Question

Concretely, I have a user-defined class of type

class Foo(object):
  def __init__(self, bar):
    self.bar = bar

  def bind(self):
    val = self.bar
    do_something(val)

I need to:

1) be able to call on the class (not an instance of the class) to recover all the self.xxx attributes defined within the class.

For an instance of a class, this can be done by doing a f = Foo('') and then f.__dict__. Is there a way of doing it for a class, and not an instance? If yes, how? I would expect Foo.__dict__ to return {'bar': None} but it doesn't work this way.

2) be able to access all the self.xxx parameters called from a particular function of a class. For instance I would like to do Foo.bind.__selfparams__ and recieve in return ['bar']. Is there a way of doing this?

Was it helpful?

Solution

This is something that is quite hard to do in a dynamic language, assuming I understand correctly what you're trying to do. Essentially this means going over all the instances in existence for the class and then collecting all the set attributes on those instances. While not infeasible, I would question the practicality of such approach both from a design as well as performance points of view.

More specifically, you're talking of "all the self.xxx attributes defined within the class"—but these things are not defined at all, not at least in a single place—they more like "evolve" as more and more instances of the class are brought to life. Now, I'm not saying all your instances are setting different attributes, but they might, and in order to have a reliable generic solution, you'd literally have to keep track of anything the instances might have done to themselves. So unless you have a static analysis approach in mind, I don't see a clean and efficient way of achieving it (and actually even static analysis is of no help generally speaking in a dynamic language).

A trivial example to prove my point:

class Foo(object):
    def __init__(self):
        # statically analysable
        self.bla = 3

        # still, but more difficult
        if SOME_CONSTANT > 123:
            self.x = 123
        else:
            self.y = 321

    def do_something(self):
        import random
        setattr(self, "attr%s" % random.randint(1, 100), "hello, world of dynamic languages!")

    foo = Foo()
    foo2 = Foo()
    # only `bla`, `x`, and `y` attrs in existence so far
    foo2.do_something()
    # now there's an attribute with a random name out there
    # in order to detect it, we'd have to get all instances of Foo existence at the moment, and individually inspect every attribute on them.

And, even if you were to iterate all instances in existence, you'd only be getting a snapshot of what you're interested, not all possible attributes.

OTHER TIPS

  1. This is not possible. The class doesn't have those attributes, just functions that set them. Ergo, there is nothing to retrieve and this is impossible.

  2. This is only possible with deep AST inspection. Foo.bar.func_code would normally have the attributes you want under co_freevars but you're looking up the attributes on self, so they are not free variables. You would have to decompile the bytecode from func_code.co_code to AST and then walk said AST.

This is a bad idea. Whatever you're doing, find a different way of doing it.

To do this, you need some way to find all the instances of your class. One way to do this is just to have the class itself keep track of its instances. Unfortunately, keeping a reference to every instance in the class means that those instances can never be garbage-collected. Fortunately, Python has weakref, which will keep a reference to an object but does not count as a reference to Python's memory management, so the instances can be garbage-collected as per usual.

A good place to update the list of instances is in your __init__() method. You could also do it in __new__() if you find the separation of concerns a little cleaner.

import weakref

class Foo(object):

    _instances = []

    def __init__(self, value):
        self.value = value

        cls = type(self)
        type(self)._instances.append(weakref.ref(self, 
                                                 type(self)._instances.remove))

    @classmethod
    def iterinstances(cls):
        "Returns an iterator over all instances of the class."
        return (ref() for ref in cls._instances)

    @classmethod
    def iterattrs(cls, attr, default=None):
        "Returns an iterator over a named attribute of all instances of the class."
        return (getattr(ref(), attr, default) for ref in cls._instances)

Now you can do this:

f1, f2, f3 = Foo(1), Foo(2), Foo(3)

for v in Foo.iterattrs("value"):
    print v,   # prints 1 2 3

I am, for the record, with those who think this is generally a bad idea and/or not really what you want. In particular, instances may live longer than you expect depending on where you pass them and what that code does with them, so you may not always have the instances you think you have. (Some of this may even happen implicitly.) It is generally better to be explicit about this: rather than having the various instances of your class be stored in random variables all over your code (and libraries), have their primary repository be a list or other container, and access them from there. Then you can easily iterate over them and get whatever attributes you want. However, there may be use cases for something like this and it's possible to code it up, so I did.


### Exercise directions:
What you write must be the listing below in full, word for word, minus its pictures.
------ Data supplied
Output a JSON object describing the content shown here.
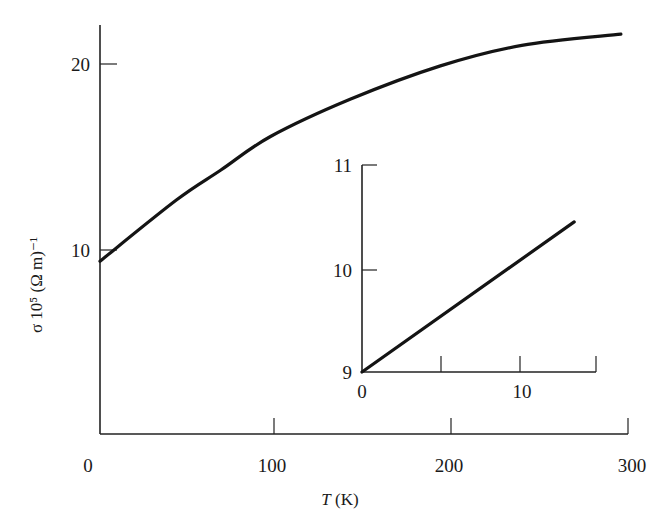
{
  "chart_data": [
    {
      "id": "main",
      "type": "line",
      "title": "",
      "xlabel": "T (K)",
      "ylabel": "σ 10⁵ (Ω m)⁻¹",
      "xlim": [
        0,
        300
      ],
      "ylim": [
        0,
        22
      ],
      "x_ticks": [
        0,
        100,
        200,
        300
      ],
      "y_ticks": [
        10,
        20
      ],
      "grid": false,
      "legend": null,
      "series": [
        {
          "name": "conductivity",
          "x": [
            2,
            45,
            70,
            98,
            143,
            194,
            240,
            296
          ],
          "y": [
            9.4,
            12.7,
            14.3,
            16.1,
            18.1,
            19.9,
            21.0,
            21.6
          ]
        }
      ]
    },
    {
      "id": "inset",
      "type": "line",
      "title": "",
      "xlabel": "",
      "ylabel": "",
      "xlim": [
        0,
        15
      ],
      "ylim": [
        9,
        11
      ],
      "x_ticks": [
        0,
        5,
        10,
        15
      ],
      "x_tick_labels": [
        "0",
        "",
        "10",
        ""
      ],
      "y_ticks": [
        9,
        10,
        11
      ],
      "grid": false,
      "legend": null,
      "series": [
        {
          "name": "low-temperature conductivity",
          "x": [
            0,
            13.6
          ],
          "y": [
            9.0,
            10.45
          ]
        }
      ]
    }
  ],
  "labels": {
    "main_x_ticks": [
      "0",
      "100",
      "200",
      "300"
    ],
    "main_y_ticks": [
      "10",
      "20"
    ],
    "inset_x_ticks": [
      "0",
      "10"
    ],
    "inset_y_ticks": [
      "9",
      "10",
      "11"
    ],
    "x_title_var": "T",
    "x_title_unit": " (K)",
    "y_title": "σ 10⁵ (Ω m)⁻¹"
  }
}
------------
### Result for this exercise:
Output a JSON object describing the content shown here.
{
  "chart_data": [
    {
      "id": "main",
      "type": "line",
      "title": "",
      "xlabel": "T (K)",
      "ylabel": "σ 10⁵ (Ω m)⁻¹",
      "xlim": [
        0,
        300
      ],
      "ylim": [
        0,
        22
      ],
      "x_ticks": [
        0,
        100,
        200,
        300
      ],
      "y_ticks": [
        10,
        20
      ],
      "grid": false,
      "legend": null,
      "series": [
        {
          "name": "conductivity",
          "x": [
            2,
            45,
            70,
            98,
            143,
            194,
            240,
            296
          ],
          "y": [
            9.4,
            12.7,
            14.3,
            16.1,
            18.1,
            19.9,
            21.0,
            21.6
          ]
        }
      ]
    },
    {
      "id": "inset",
      "type": "line",
      "title": "",
      "xlabel": "",
      "ylabel": "",
      "xlim": [
        0,
        15
      ],
      "ylim": [
        9,
        11
      ],
      "x_ticks": [
        0,
        5,
        10,
        15
      ],
      "x_tick_labels": [
        "0",
        "",
        "10",
        ""
      ],
      "y_ticks": [
        9,
        10,
        11
      ],
      "grid": false,
      "legend": null,
      "series": [
        {
          "name": "low-temperature conductivity",
          "x": [
            0,
            13.6
          ],
          "y": [
            9.0,
            10.45
          ]
        }
      ]
    }
  ],
  "labels": {
    "main_x_ticks": [
      "0",
      "100",
      "200",
      "300"
    ],
    "main_y_ticks": [
      "10",
      "20"
    ],
    "inset_x_ticks": [
      "0",
      "10"
    ],
    "inset_y_ticks": [
      "9",
      "10",
      "11"
    ],
    "x_title_var": "T",
    "x_title_unit": " (K)",
    "y_title": "σ 10⁵ (Ω m)⁻¹"
  }
}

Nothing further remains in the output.